All eyes turn Down Under as the focus on Australia brings all things Aussie to the forefront, including a retro screening of Priscilla, Queen of the Desert. The Youth Project turns 10, and produces Gabrielle Zilkha’s hit The Check-Up in the process. Benny Nemerofsky Ramsay receives a festival retrospective. Other faves include Parvez Sharma’s queer Muslim doc A Jihad for Love, and Lucía Puenzo’s Cannes Festival Grand Prix winner XXY, about the life of an intersex teen.

2009

France ends up in the spotlight again, including Vincent Garenq’s Baby Love, about a gay couple who decide to get pregnant. Political docs including John Greyson’s Fig Trees (following HIV activists Tim McCaskell and Zackie Achmat) and Barbara Caspar’s Who’s Afraid of Kathy Acker? draw crowds, along with the archival program of button-pushing shorts Dykes on the Verge of a Nervous Breakdown.

2010

The 20th year opens with James Franco in Howl. The retro screening series includes seminal films The Celluloid Closet, Lilies and Todd Haynes’s Poison. A program of works by American wunderkind Ryan Trecartin screens at Buddies. The Youth Project becomes the Legacy Project, bringing youth and seniors together. The Joan Rivers doc A Piece of Work, by directors Annie Sundberg and Ricki Stern, looks past the surgery to see what makes the pioneering comedian and gay icon tick.

2011

Jason St-Laurent marks his last year as programmer as the festival relocates to the newly built TIFF Bell Lightbox.

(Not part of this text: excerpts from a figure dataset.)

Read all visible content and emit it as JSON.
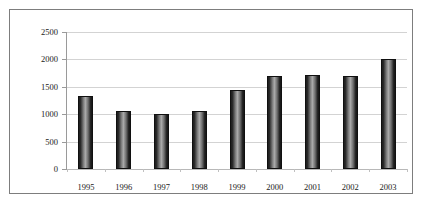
{
  "chart_data": {
    "type": "bar",
    "title": "",
    "subtitle": "",
    "xlabel": "",
    "ylabel": "",
    "categories": [
      "1995",
      "1996",
      "1997",
      "1998",
      "1999",
      "2000",
      "2001",
      "2002",
      "2003"
    ],
    "values": [
      1330,
      1050,
      1000,
      1060,
      1450,
      1700,
      1720,
      1700,
      2010
    ],
    "series": [
      {
        "name": "",
        "values": [
          1330,
          1050,
          1000,
          1060,
          1450,
          1700,
          1720,
          1700,
          2010
        ]
      }
    ],
    "ylim": [
      0,
      2500
    ],
    "yticks": [
      0,
      500,
      1000,
      1500,
      2000,
      2500
    ],
    "ytick_labels": [
      "0",
      "500",
      "1000",
      "1500",
      "2000",
      "2500"
    ],
    "grid": true,
    "legend": false,
    "legend_position": "none",
    "bar_color": "#3b3b3b",
    "bar_border_color": "#101010",
    "gridline_color": "#d3d3d3",
    "axis_color": "#9a9a9a",
    "frame_color": "#7d7d7d",
    "background": "#ffffff",
    "annotations": []
  },
  "caption": {
    "text": ""
  }
}
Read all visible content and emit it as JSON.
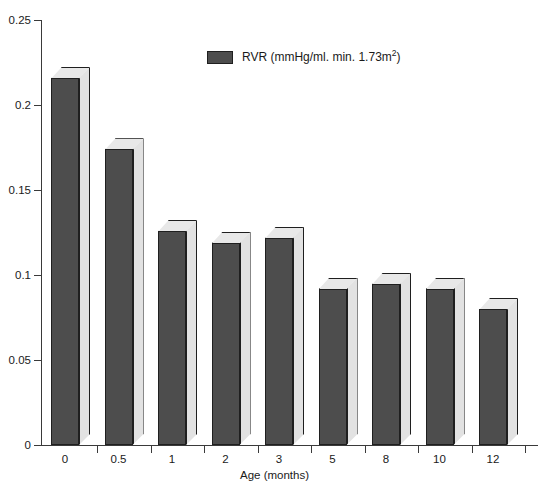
{
  "chart_data": {
    "type": "bar",
    "title": "",
    "subtitle": "",
    "xlabel": "Age (months)",
    "ylabel": "",
    "categories": [
      "0",
      "0.5",
      "1",
      "2",
      "3",
      "5",
      "8",
      "10",
      "12"
    ],
    "values": [
      0.216,
      0.174,
      0.126,
      0.119,
      0.122,
      0.092,
      0.095,
      0.092,
      0.08
    ],
    "series": [
      {
        "name": "RVR (mmHg/ml. min. 1.73m2)",
        "values": [
          0.216,
          0.174,
          0.126,
          0.119,
          0.122,
          0.092,
          0.095,
          0.092,
          0.08
        ]
      }
    ],
    "ylim": [
      0,
      0.25
    ],
    "y_ticks": [
      "0",
      "0.05",
      "0.1",
      "0.15",
      "0.2",
      "0.25"
    ],
    "y_tick_values": [
      0,
      0.05,
      0.1,
      0.15,
      0.2,
      0.25
    ],
    "grid": false,
    "legend_position": "top-center",
    "legend": [
      {
        "label_main": "RVR (mmHg/ml. min. 1.73m",
        "label_sup": "2",
        "label_tail": ")",
        "color": "#4d4d4d"
      }
    ],
    "style": "3d-bars",
    "colors": {
      "bar_front": "#4d4d4d",
      "bar_side": "#e2e2e2",
      "bar_top": "#e8e8e8",
      "bar_outline": "#1f1f1f",
      "axis": "#3a3a3a",
      "background": "#ffffff",
      "text": "#1a1a1a"
    }
  },
  "axes": {
    "x_axis_title": "Age (months)"
  }
}
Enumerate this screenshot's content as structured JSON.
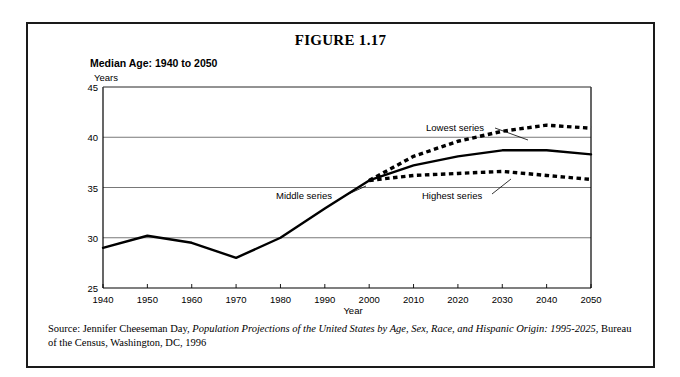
{
  "figure": {
    "title": "FIGURE 1.17",
    "subtitle": "Median Age: 1940 to 2050",
    "source_prefix": "Source: Jennifer Cheeseman Day,",
    "source_title": "Population Projections of the United States by Age, Sex, Race, and Hispanic Origin: 1995-2025",
    "source_suffix": ", Bureau of the Census, Washington, DC, 1996"
  },
  "chart_data": {
    "type": "line",
    "title": "Median Age: 1940 to 2050",
    "xlabel": "Year",
    "ylabel": "Years",
    "xlim": [
      1940,
      2050
    ],
    "ylim": [
      25,
      45
    ],
    "xticks": [
      1940,
      1950,
      1960,
      1970,
      1980,
      1990,
      2000,
      2010,
      2020,
      2030,
      2040,
      2050
    ],
    "yticks": [
      25,
      30,
      35,
      40,
      45
    ],
    "grid": "horizontal",
    "legend": "inline-annotations",
    "annotations": [
      {
        "text": "Lowest series",
        "series": "Lowest series"
      },
      {
        "text": "Middle series",
        "series": "Middle series"
      },
      {
        "text": "Highest series",
        "series": "Highest series"
      }
    ],
    "series": [
      {
        "name": "Historical",
        "style": "solid",
        "x": [
          1940,
          1950,
          1960,
          1970,
          1980,
          1990,
          2000
        ],
        "values": [
          29.0,
          30.2,
          29.5,
          28.0,
          30.0,
          32.9,
          35.7
        ]
      },
      {
        "name": "Lowest series",
        "style": "dotted",
        "x": [
          2000,
          2010,
          2020,
          2030,
          2040,
          2050
        ],
        "values": [
          35.7,
          38.1,
          39.6,
          40.6,
          41.2,
          40.9
        ]
      },
      {
        "name": "Middle series",
        "style": "solid",
        "x": [
          2000,
          2010,
          2020,
          2030,
          2040,
          2050
        ],
        "values": [
          35.7,
          37.2,
          38.1,
          38.7,
          38.7,
          38.3
        ]
      },
      {
        "name": "Highest series",
        "style": "dotted",
        "x": [
          2000,
          2010,
          2020,
          2030,
          2040,
          2050
        ],
        "values": [
          35.7,
          36.2,
          36.4,
          36.6,
          36.2,
          35.8
        ]
      }
    ]
  }
}
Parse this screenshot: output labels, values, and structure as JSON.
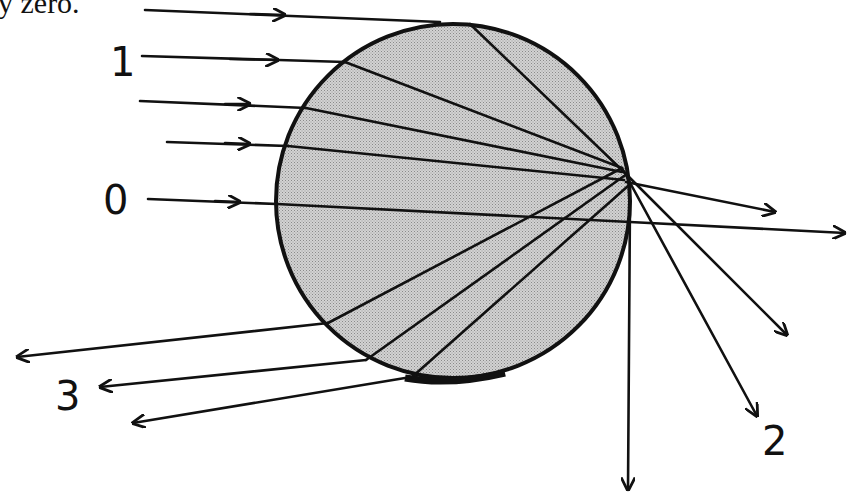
{
  "caption": "y zero.",
  "diagram": {
    "colors": {
      "drop_fill": "#c4c4c4",
      "ink": "#111111",
      "background": "#ffffff"
    },
    "labels": {
      "ray_1": "1",
      "ray_0": "0",
      "ray_3": "3",
      "ray_2": "2"
    }
  }
}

Le Tigre doc Who Took the Bomp? and sci-fi comedy Codependent Lesbian Space Alien Seeks Same bring crowds. The series 24 Hours in the Middle East includes shorts, features and docs that look at queer life in that part of the world. The festival closes with the BBC-produced adaptation of Sarah Waters’ lesbian WWII drama The Night Watch.

2012

Programmer Andrew Murphy departs his native Halifix to join the team. The International Focus turns its eye on the Nordic countries. Docs blow up big, including Kevin Hegge’s She Said Boom: The Story of Fifth Column, Jim Hubbard’s United in Anger: A History of ACT UP and Jeffrey Schwarz’s look at Vito Russo, the man behind The Celluloid Closet.

2013

Peaches Does Herself charts the journey of the Berlin-based provocateur from bedroom wannabe to full-fledged rock star. Brazil’s Bruno Barreto has a smash hit with Reaching for the Moon, chronicling the affair between poet Elizabeth Bishop and architect Lota de Macedo Soares. And as the new pope dons the sacred robes, Polish film In the Name Of tells the story of one priest’s battle with faith, addiction and sexuality.

2014

The festival’s most recent incarnation features the premiere of Ryan Murphy’s adaptation of The Normal Heart. Ben Cotner and Ryan White’s marriage equality are centre stage in The Case Against 8 and Ira Sachs follows the drama about a gay couple in their 39th year with Love is Strange. As audience attendance climbs and mainstream portrayals of queers grow, the festival history becomes something of a lesson in just how far we’ve come.

insideout.ca

All images credited to Inside Out

Chris Dupuis

Chris Dupuis is a writer and curator originally from Toronto.